MORE coming on: Weaving Pot Luck
Requirements:
Ability to scan or photograph work and upload in moderate size jpegs
Join the free site www.fineartamerica.com
Dan sends out the same or similar materials to all involved.
Do you want to see part of the first mailing?
Participants collect and send materials to the Organizer
Cost: $190 ... that’s $30/week + $10 postage for each workshop
Salons are action-oriented. We are makers.
1. We will be making several kinds of objects:
Imaginal Trading Cards-- small (2½"x3½”) collages and
Imaginal Tools—found object assemblages which resemble common tools with handles, heads, purposes.
Each has a different rhythm which reveals over the six weeks. Thomas Moore calls these things "magical decoys".

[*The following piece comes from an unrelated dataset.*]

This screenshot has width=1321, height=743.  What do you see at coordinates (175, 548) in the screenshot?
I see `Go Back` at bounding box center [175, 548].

2. We will be foraging for imaginal experiences, liminal places, thresholds and recognized coincidences.
The Plan
In the first week, we all collect materials to share with others. These materials are sent to the organizer who then assembles packages of shared materials for all in the Salon.
In the next five weeks: we work on the Cards or Tools, sharing thoughts, concerns, and uploading photos on-line at the Working with Natural Materials Group at fineartamerica.com
In response to the developing work, the Organizer comments on, shapes and re-shapes the themes of the collective work as expressed in a sets of cards or set of tools. The Organizer continues to provoke ongoing discussion and evolution of the work for the duration of the workshop.
Learned from the 2007 on-line Salon:
This is an Imaginal Environment and not a curriculum. People will react to it differently. People will work at different speeds and intensities and side projects and discussions between people will appear. Some people will just want to watch what’s happening; others may engage very actively. It all depends… see a record of that course at www.imaginalinstitute.com/imaginalcards.htm
We encountered the indirect nature of virtual community.
Virtual community is built in spirals, twisting up and down, in and away. Nobody is standing still in front of you for very long. The geometry is not the line, the rectangle with its sides, not the circle. Ach, that spiral. The coffee keeps spilling!
Virtual community is built in real time, not linear time.
If we all convened at a room for two hours a day for four weeks, that's one kind of community. That's a kind we've all grown up with. Clear requirements and obligations... and probably some shared rules on how to behave when we were there. In virtual community, that's not the way. We are released from that slightly medical model of behaving... "Oh, sick Students, Come Here and I will diagnose and prescribe. You shall see yourself reflected in the sickness of others and ye shall get well. Just do what I tell you. 12 steps... homework, sponsors..."
Virtual community thrives on misbehavior, on pathology. (Have people really read all the course materials?) So virtual community honors the complexity of soul-time, where nothing is really a pathology and time is not measured.
Virtual Community is viral. Beacuse the rules are altered, violated, things seep in and linger, not unlike Lyme disease. From my own on-line seminar experience in 2006, I had intense reaction to another person and it stayed with me in a way that I have found very supportive... but only a year later. Again, it reflects a shift in expected time frame. Everything does not start and end in The Course. Actually, nothing really starts in the course... it already has... and nothing really ends with the course. It can't. So the Course is a imprinted experience, waiting to become more or less active at another time.